War has no end. It’s silly to think it will because it started with the start of the human race and will probably end only with it’s extinction. And in the numerous movies made on war over time where we see the soldiers dying and the blood pouring out of their bodies, legs cut off and everything grose you could imagine, nothing in the world seems worth all those lives. No amount of oil or even love for God could justify any of it.
The Hurt locker is not about this. It does not raise any questions. It certainly doesn’t given any answers or any hope. It is a thriller woven around Iraqi soldiers and bombs. Between two weapons which may blast at each other and at times almost has the feel of a video game which has no end but just levels. Only that it doesn’t feel real unless you see a human being burst into molecules in front of your own eyes and realise that even though it’s not a game you need to think of it as one to survive each day.
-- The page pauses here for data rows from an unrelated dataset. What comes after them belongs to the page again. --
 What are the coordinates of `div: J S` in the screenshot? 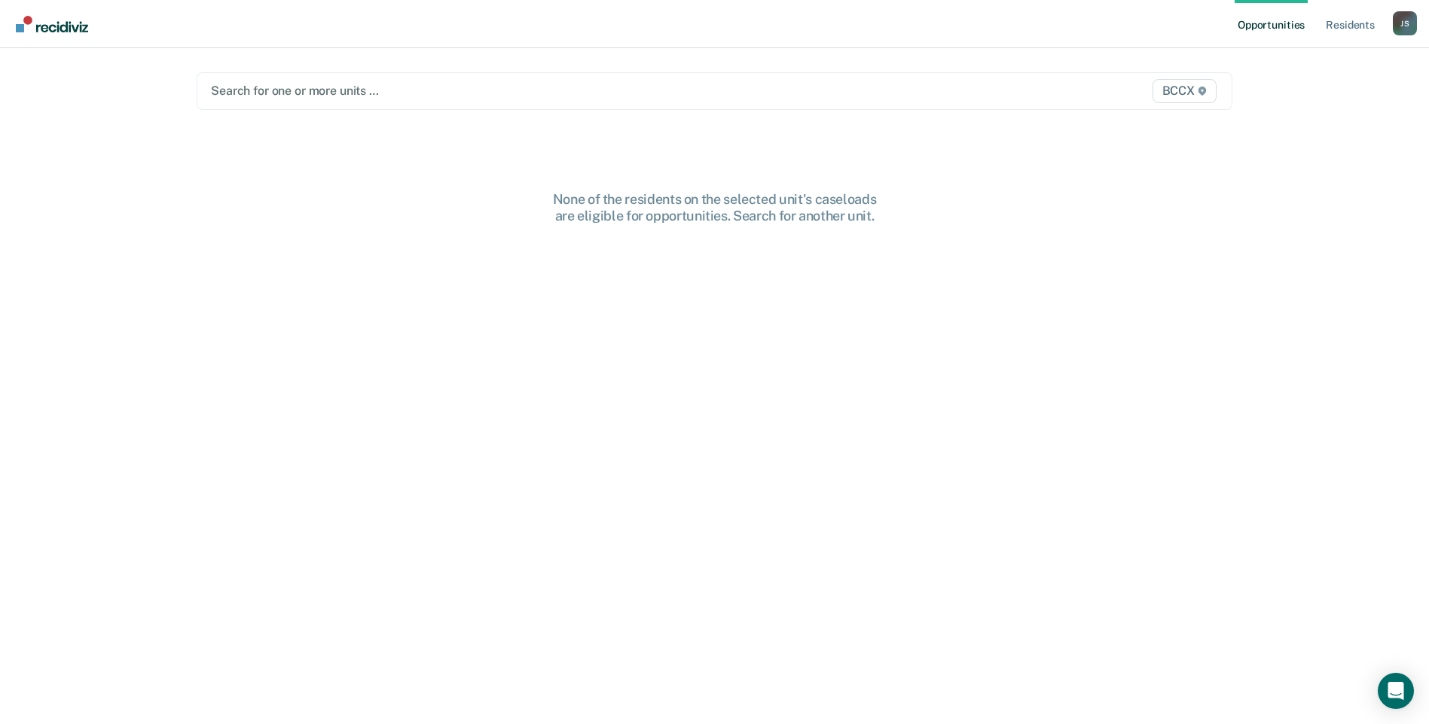 It's located at (1404, 23).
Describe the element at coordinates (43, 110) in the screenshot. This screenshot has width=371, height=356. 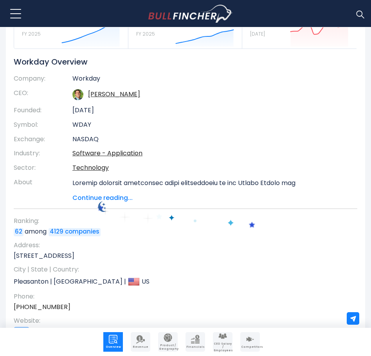
I see `th: Founded:` at that location.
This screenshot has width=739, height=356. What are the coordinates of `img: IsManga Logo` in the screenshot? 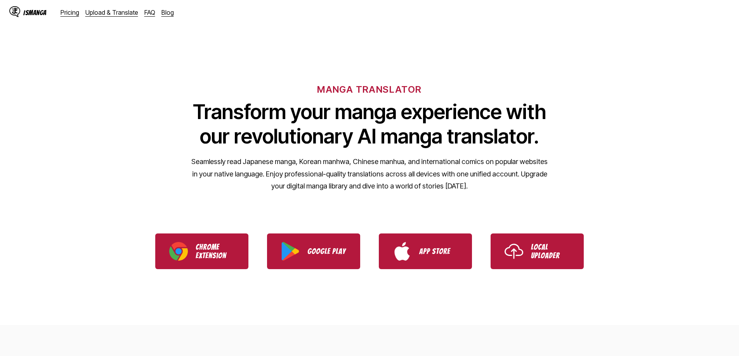 It's located at (15, 12).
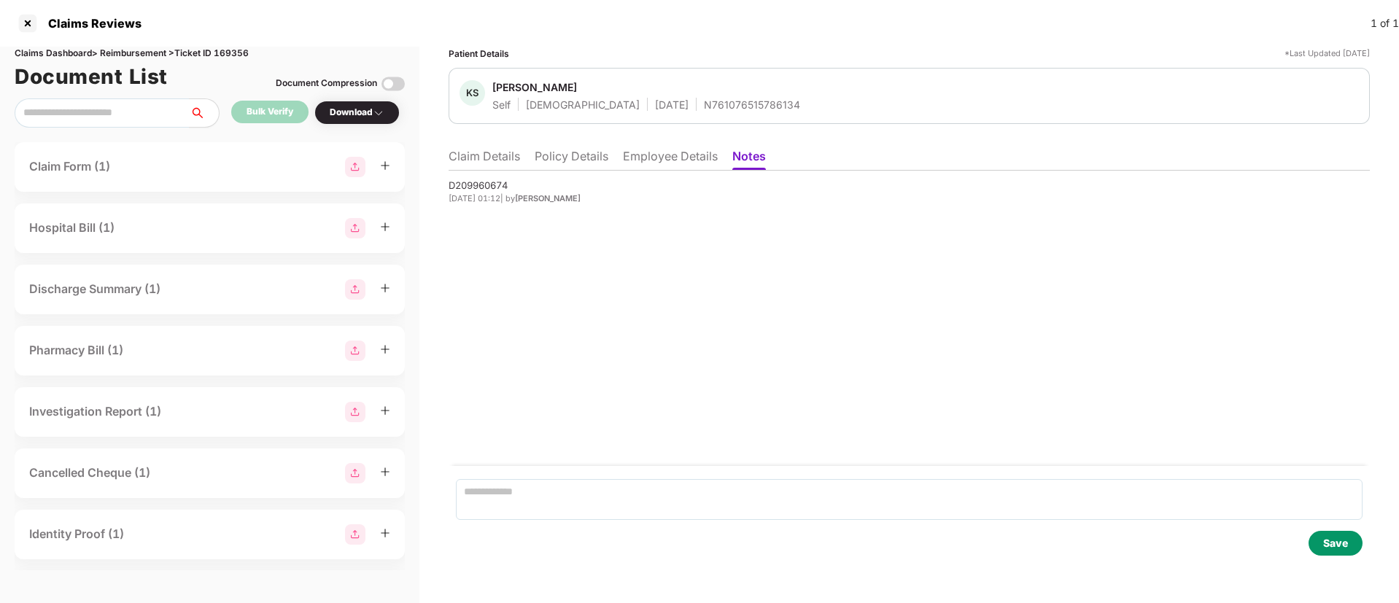 Image resolution: width=1399 pixels, height=603 pixels. Describe the element at coordinates (90, 23) in the screenshot. I see `div: Claims Reviews` at that location.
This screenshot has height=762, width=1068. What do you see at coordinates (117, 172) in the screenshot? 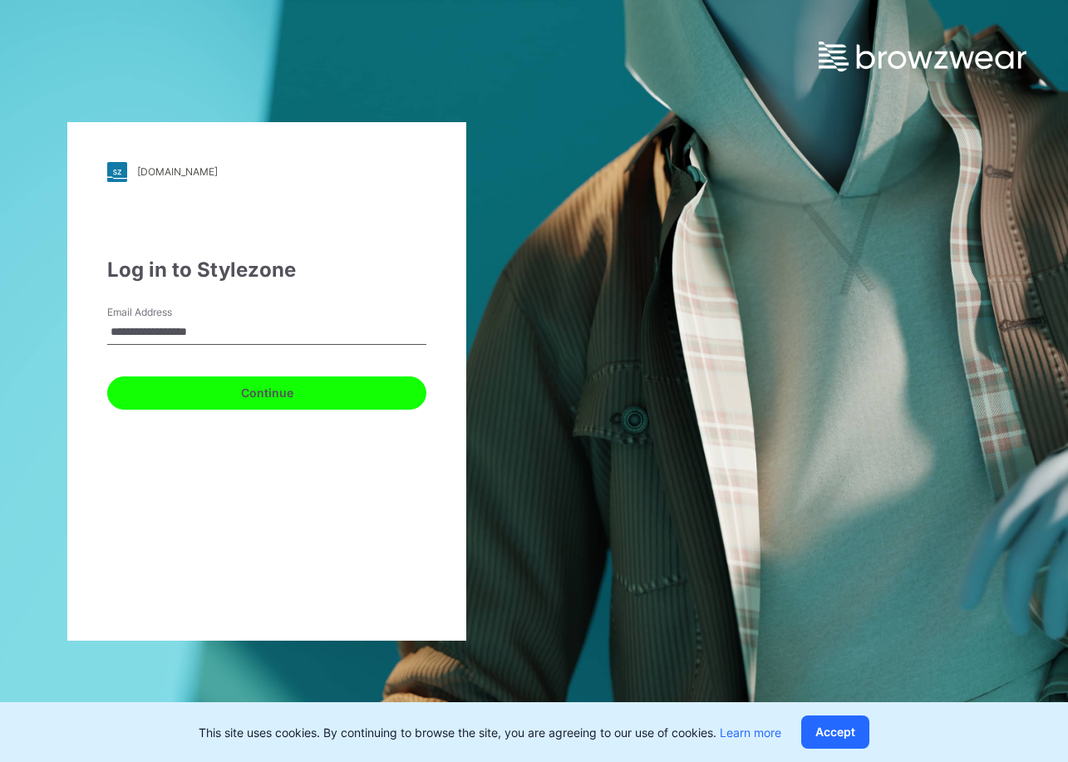
I see `img: stylezone-logo.562084cfcfab977791bfbf7441f1a819.svg` at bounding box center [117, 172].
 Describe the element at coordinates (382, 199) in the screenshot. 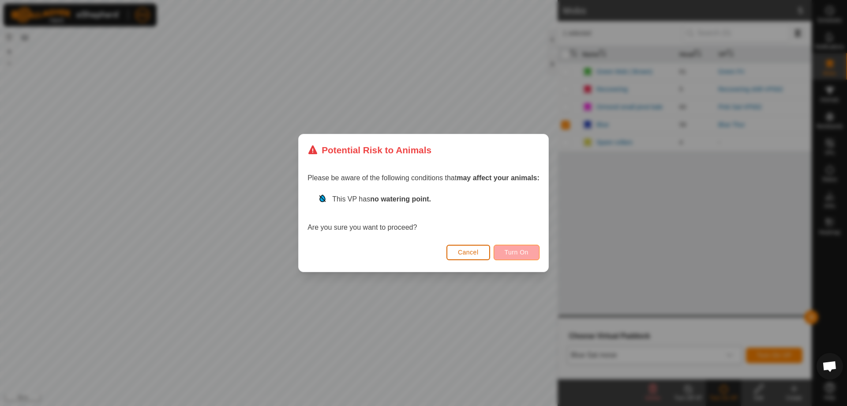

I see `span: This VP has` at that location.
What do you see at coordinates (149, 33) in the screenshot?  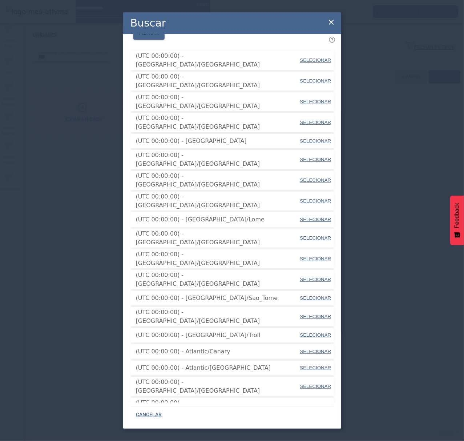 I see `button: FILTRAR` at bounding box center [149, 33].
The movie tells the story of three men, SSG William James, Sgt. JT Sanborn and Spc. Owen Eldridge in an Iraqi base camp, serving in the US bomb squad unit. James played brilliantly by Jeremy Renner, is the bomb disposal expert. Has disposed over 800 of them. And it’s like a drug for him. When you see him with a bomb shell, it’s as if you are looking at a geek with an equation, hell bent on not leaving the premises till he finds all of them and disposes them. He’s an adrenaline junkie; doesn’t go by the protocol and though he has a family back home, disposing a bomb is the only thing he feels natural doing. But as you read this review don’t go on expecting any high flying action sequences. Every step James takes towards a bomb, you as the audience, are not sure whether he’s going to survive. Because you have seen others die before. So everytime you see him defy protocol, take off his suit so that he can take a better look at the enemy or take up a risque assignment, you can almost hear yourself saying ‘shit! please don’t die.’
You feel exactly how Sanborn (Anthony Mackie) feels when he looks over every assignment with James. Or Owen Eldridge (Brian Geraghty) who doesn’t know what to do and watched things blow up around him. He’s like a kid who is playing ‘war’ with other guys but is scared to his soul. He is counting days till he can go back home, his life and leave all this behind. Like any of us if we were send in a land where everything around you could just blast off without notice.

The Hurt Locker’s brilliance lies in taking up three extreme characters and putting them together in a setting as turbulent as this to bring out there real charater. There is a scene in the movie where the three men celebrate after a successful mission. All three of them are drunk and doing crazy things but you know James is the most crazy when you seem him ride Sanborg, who gets so scared that he pulls out a knife. And after they put him in his room, James put the bomb suit mask on his head and goes off to sleep. Like this was the superhero he wanted to become as a child. That one scene tells you everything about James.

The movie is directed by Kathryn Bigelow and she does an amazing job at it. She gives the movie the direction it needs and still keeps it a little random to give it an extra edge. Watch this movie to understand what a good story and well sketched characters can do for a movie. And it is one of the most fresh movies to come out last year and a sure winner for the awards next month.